When these reels trap both adolescents and adults in a cycle of “endless scrolling” (picture a gerbil in a wheel), a third cause for misery can emerge: a disruption in healthy sleep cycles. As the advisory points out, “Technology use … within one hour of bedtime, and social media use in particular, is associated with sleep disruption,” which in turn affects “emotional functioning.” Specific to adolescents is the problem of insufficient sleep hindering their “neurological development,” creating another risk factor for suicide.


An Inherently Neutral Medium?

The APA’s new advisory begins by clarifying the neutrality of social media, stating that it “is not inherently beneficial or harmful to young people.” Its potential to benefit or harm, rather, depends on one’s “personal and psychological characteristics and social circumstances.”

In other words, social media tends to make a good person better and a bad person worse. This characterization, however, is not only oversimplified but ignores a biblical truth about all humans: “Man is born to trouble, as the sparks fly upward” (Job 5:7). 
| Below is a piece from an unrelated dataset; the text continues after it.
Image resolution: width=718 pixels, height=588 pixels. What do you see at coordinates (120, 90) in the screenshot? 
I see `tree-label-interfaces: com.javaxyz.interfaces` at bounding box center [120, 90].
If “man” includes every human, then the Jew has little advantage over the Greek. As the apostle Paul stated, “Both Jews and Greeks … are all under sin” (Romans 3:9). Without divine help, we are all subject to sinful tendencies, whether we are born into a stable home or a broken one. No wonder Scripture says that “a child left to himself brings shame to his mother” (Proverbs 29:15); without proper guidance, the evil in his nature will, inevitably, override the good.
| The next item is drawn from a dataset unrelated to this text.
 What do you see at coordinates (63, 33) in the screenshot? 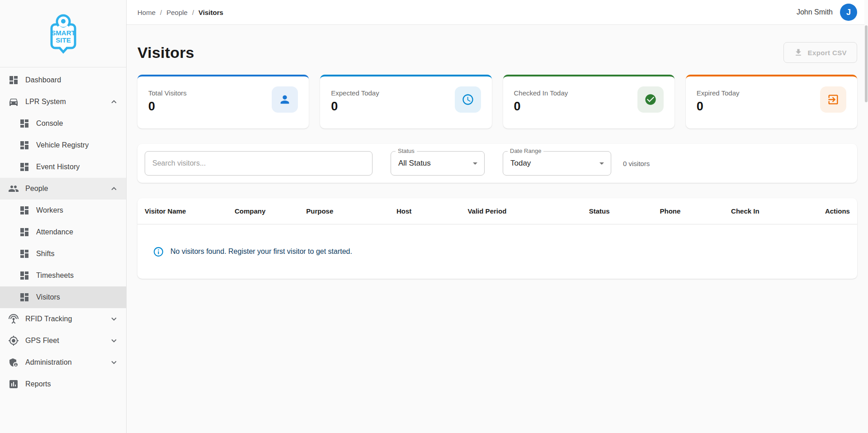
I see `smart-site-logo-icon: SMART SITE` at bounding box center [63, 33].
[PQ HERE] Because our “flesh is weak” (Matthew 26:41), we must guard ourselves and our children from any media that arouses carnal feelings. For some of us, that means plucking out an eye or cutting off a hand (5:29, 30), figuratively speaking. If Facebook “causes you to sin … cast it from you”!

Note the context of Jesus’ words: looking lustfully at a woman (vv. 27, 28). Never mind the clickbait in a newsfeed or the selfie posted for Likes and Comments.

Surprisingly, the APA forgot to mention anything about pornography in their new advisory, limiting harmful content to what promotes “self-harm,” “harm to others,” and “cyberhate,” the latter being all about discrimination. They also seem out of touch when it comes to tech companies generating healthy content. One state senator, who filed a resolution to protect minors online, believes that “social media companies use algorithms to generate profits by prioritizing prolonged engagement, even if it’s knowingly harmful to the mental well-being of the user.”

However, the advisory hits the mark when it states that adults must set the example. Their “orientation and attitudes toward social media … may affect adolescents’ own use of social media.” Thus, “adults’ own use of social media in youths’ presence should also be carefully considered.” 

Have you become a slave to online algorithms? “Freedom from Addictions” is a resource that can help. 

Milo Jones
Milo Jones is a writer and editor for Amazing Facts International and lives in College Place, WA.